##### Material supplied
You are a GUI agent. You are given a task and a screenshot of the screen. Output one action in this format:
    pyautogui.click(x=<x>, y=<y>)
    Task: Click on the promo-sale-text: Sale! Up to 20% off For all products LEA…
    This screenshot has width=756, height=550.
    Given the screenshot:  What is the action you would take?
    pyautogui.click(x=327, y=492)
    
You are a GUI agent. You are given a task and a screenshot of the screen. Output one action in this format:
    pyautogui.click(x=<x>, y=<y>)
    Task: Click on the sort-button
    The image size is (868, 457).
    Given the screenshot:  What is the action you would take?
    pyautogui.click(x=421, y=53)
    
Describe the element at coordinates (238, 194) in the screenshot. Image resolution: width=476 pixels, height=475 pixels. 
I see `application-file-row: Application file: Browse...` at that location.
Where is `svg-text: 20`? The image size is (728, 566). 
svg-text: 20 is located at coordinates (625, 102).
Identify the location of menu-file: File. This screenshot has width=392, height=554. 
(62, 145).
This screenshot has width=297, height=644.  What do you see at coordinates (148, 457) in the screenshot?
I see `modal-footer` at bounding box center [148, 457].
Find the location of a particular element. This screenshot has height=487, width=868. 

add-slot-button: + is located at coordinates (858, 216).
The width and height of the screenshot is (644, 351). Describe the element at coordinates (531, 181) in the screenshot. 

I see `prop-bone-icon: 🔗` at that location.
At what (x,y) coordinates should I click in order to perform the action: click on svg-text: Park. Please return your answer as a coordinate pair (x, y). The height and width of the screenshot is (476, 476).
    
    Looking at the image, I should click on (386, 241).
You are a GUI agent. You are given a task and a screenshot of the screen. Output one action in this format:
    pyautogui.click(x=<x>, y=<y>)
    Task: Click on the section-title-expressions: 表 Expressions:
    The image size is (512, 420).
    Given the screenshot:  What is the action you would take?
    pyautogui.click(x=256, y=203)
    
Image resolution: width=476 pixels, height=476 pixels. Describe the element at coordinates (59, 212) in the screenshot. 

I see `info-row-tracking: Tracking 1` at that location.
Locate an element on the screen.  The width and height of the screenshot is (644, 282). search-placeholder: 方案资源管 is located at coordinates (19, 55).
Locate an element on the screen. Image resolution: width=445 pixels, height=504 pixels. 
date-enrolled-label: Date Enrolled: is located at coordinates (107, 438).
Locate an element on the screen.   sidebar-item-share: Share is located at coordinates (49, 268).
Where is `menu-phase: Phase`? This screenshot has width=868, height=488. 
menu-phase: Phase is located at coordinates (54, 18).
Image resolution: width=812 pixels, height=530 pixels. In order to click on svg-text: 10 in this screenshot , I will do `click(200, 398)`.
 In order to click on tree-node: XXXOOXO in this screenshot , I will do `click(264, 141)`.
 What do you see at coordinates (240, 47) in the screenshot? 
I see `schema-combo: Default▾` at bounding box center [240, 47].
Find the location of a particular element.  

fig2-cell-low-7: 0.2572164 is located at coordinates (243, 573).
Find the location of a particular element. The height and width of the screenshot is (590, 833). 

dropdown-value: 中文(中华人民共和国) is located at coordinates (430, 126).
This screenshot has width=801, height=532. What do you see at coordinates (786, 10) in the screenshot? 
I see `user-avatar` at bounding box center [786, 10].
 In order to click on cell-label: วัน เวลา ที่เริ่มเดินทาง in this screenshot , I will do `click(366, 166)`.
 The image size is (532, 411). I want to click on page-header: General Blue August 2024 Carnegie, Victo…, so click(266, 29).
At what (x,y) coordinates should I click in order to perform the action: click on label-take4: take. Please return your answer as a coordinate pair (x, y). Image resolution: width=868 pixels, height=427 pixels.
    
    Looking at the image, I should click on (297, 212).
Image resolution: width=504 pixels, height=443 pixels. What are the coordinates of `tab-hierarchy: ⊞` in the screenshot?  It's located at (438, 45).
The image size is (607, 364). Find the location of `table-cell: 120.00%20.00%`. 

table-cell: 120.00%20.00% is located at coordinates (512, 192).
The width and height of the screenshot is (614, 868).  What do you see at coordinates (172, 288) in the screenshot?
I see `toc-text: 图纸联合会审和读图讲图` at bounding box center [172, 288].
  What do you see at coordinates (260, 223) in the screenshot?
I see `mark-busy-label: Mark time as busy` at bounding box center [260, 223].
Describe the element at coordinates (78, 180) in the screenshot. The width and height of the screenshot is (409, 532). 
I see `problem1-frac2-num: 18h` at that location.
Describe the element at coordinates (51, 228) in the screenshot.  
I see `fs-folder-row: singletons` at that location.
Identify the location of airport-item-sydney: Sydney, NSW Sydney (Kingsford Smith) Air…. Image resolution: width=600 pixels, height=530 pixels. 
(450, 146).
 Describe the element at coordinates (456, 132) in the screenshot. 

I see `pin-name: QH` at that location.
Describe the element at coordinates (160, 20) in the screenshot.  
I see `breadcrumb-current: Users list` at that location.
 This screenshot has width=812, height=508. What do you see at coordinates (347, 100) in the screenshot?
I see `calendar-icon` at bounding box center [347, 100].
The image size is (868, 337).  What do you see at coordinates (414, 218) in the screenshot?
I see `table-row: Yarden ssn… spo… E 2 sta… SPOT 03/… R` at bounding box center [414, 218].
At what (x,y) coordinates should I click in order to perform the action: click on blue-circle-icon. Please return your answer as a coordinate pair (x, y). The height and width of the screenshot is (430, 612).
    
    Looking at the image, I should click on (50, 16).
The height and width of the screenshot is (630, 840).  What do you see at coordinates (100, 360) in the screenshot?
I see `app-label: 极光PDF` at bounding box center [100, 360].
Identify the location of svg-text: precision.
##########
-- Problem requirements --
Copy all the records above exactly, missing none.

-- Solution --
You are a GUI agent. You are given a task and a screenshot of the screen. Output one action in this format:
    pyautogui.click(x=<x>, y=<y>)
    Task: Click on the promo-sale-text: Sale! Up to 20% off For all products LEA…
    This screenshot has width=756, height=550.
    Given the screenshot:  What is the action you would take?
    pyautogui.click(x=327, y=492)
    
You are a GUI agent. You are given a task and a screenshot of the screen. Output one action in this format:
    pyautogui.click(x=<x>, y=<y>)
    Task: Click on the sort-button
    The image size is (868, 457).
    Given the screenshot:  What is the action you would take?
    pyautogui.click(x=421, y=53)
    
Describe the element at coordinates (238, 194) in the screenshot. Image resolution: width=476 pixels, height=475 pixels. 
I see `application-file-row: Application file: Browse...` at that location.
Where is `svg-text: 20`? The image size is (728, 566). 
svg-text: 20 is located at coordinates (625, 102).
Identify the location of menu-file: File. This screenshot has width=392, height=554. 
(62, 145).
This screenshot has width=297, height=644.  What do you see at coordinates (148, 457) in the screenshot?
I see `modal-footer` at bounding box center [148, 457].
Find the location of a particular element. This screenshot has height=487, width=868. 

add-slot-button: + is located at coordinates (858, 216).
The width and height of the screenshot is (644, 351). Describe the element at coordinates (531, 181) in the screenshot. 

I see `prop-bone-icon: 🔗` at that location.
At what (x,y) coordinates should I click in order to perform the action: click on svg-text: Park. Please return your answer as a coordinate pair (x, y). The height and width of the screenshot is (476, 476).
    
    Looking at the image, I should click on (386, 241).
You are a GUI agent. You are given a task and a screenshot of the screen. Output one action in this format:
    pyautogui.click(x=<x>, y=<y>)
    Task: Click on the section-title-expressions: 表 Expressions:
    The image size is (512, 420).
    Given the screenshot:  What is the action you would take?
    pyautogui.click(x=256, y=203)
    
Image resolution: width=476 pixels, height=476 pixels. Describe the element at coordinates (59, 212) in the screenshot. 

I see `info-row-tracking: Tracking 1` at that location.
Locate an element on the screen.  The width and height of the screenshot is (644, 282). search-placeholder: 方案资源管 is located at coordinates (19, 55).
Locate an element on the screen. Image resolution: width=445 pixels, height=504 pixels. 
date-enrolled-label: Date Enrolled: is located at coordinates (107, 438).
Locate an element on the screen.   sidebar-item-share: Share is located at coordinates (49, 268).
Where is `menu-phase: Phase`? This screenshot has width=868, height=488. 
menu-phase: Phase is located at coordinates (54, 18).
Image resolution: width=812 pixels, height=530 pixels. In order to click on svg-text: 10 in this screenshot , I will do `click(200, 398)`.
 In order to click on tree-node: XXXOOXO in this screenshot , I will do `click(264, 141)`.
 What do you see at coordinates (240, 47) in the screenshot? 
I see `schema-combo: Default▾` at bounding box center [240, 47].
Find the location of a particular element.  

fig2-cell-low-7: 0.2572164 is located at coordinates (243, 573).
Find the location of a particular element. The height and width of the screenshot is (590, 833). 

dropdown-value: 中文(中华人民共和国) is located at coordinates (430, 126).
This screenshot has width=801, height=532. What do you see at coordinates (786, 10) in the screenshot? 
I see `user-avatar` at bounding box center [786, 10].
 In order to click on cell-label: วัน เวลา ที่เริ่มเดินทาง in this screenshot , I will do `click(366, 166)`.
 The image size is (532, 411). I want to click on page-header: General Blue August 2024 Carnegie, Victo…, so click(266, 29).
At what (x,y) coordinates should I click in order to perform the action: click on label-take4: take. Please return your answer as a coordinate pair (x, y). Image resolution: width=868 pixels, height=427 pixels.
    
    Looking at the image, I should click on (297, 212).
Image resolution: width=504 pixels, height=443 pixels. What are the coordinates of `tab-hierarchy: ⊞` in the screenshot?  It's located at (438, 45).
The image size is (607, 364). Find the location of `table-cell: 120.00%20.00%`. 

table-cell: 120.00%20.00% is located at coordinates (512, 192).
The width and height of the screenshot is (614, 868).  What do you see at coordinates (172, 288) in the screenshot?
I see `toc-text: 图纸联合会审和读图讲图` at bounding box center [172, 288].
  What do you see at coordinates (260, 223) in the screenshot?
I see `mark-busy-label: Mark time as busy` at bounding box center [260, 223].
Describe the element at coordinates (78, 180) in the screenshot. The width and height of the screenshot is (409, 532). 
I see `problem1-frac2-num: 18h` at that location.
Describe the element at coordinates (51, 228) in the screenshot.  
I see `fs-folder-row: singletons` at that location.
Identify the location of airport-item-sydney: Sydney, NSW Sydney (Kingsford Smith) Air…. Image resolution: width=600 pixels, height=530 pixels. 
(450, 146).
 Describe the element at coordinates (456, 132) in the screenshot. 

I see `pin-name: QH` at that location.
Describe the element at coordinates (160, 20) in the screenshot.  
I see `breadcrumb-current: Users list` at that location.
 This screenshot has width=812, height=508. What do you see at coordinates (347, 100) in the screenshot?
I see `calendar-icon` at bounding box center [347, 100].
The image size is (868, 337).  What do you see at coordinates (414, 218) in the screenshot?
I see `table-row: Yarden ssn… spo… E 2 sta… SPOT 03/… R` at bounding box center [414, 218].
At what (x,y) coordinates should I click in order to perform the action: click on blue-circle-icon. Please return your answer as a coordinate pair (x, y). The height and width of the screenshot is (430, 612).
    
    Looking at the image, I should click on (50, 16).
The height and width of the screenshot is (630, 840).  What do you see at coordinates (100, 360) in the screenshot?
I see `app-label: 极光PDF` at bounding box center [100, 360].
Identify the location of svg-text: precision.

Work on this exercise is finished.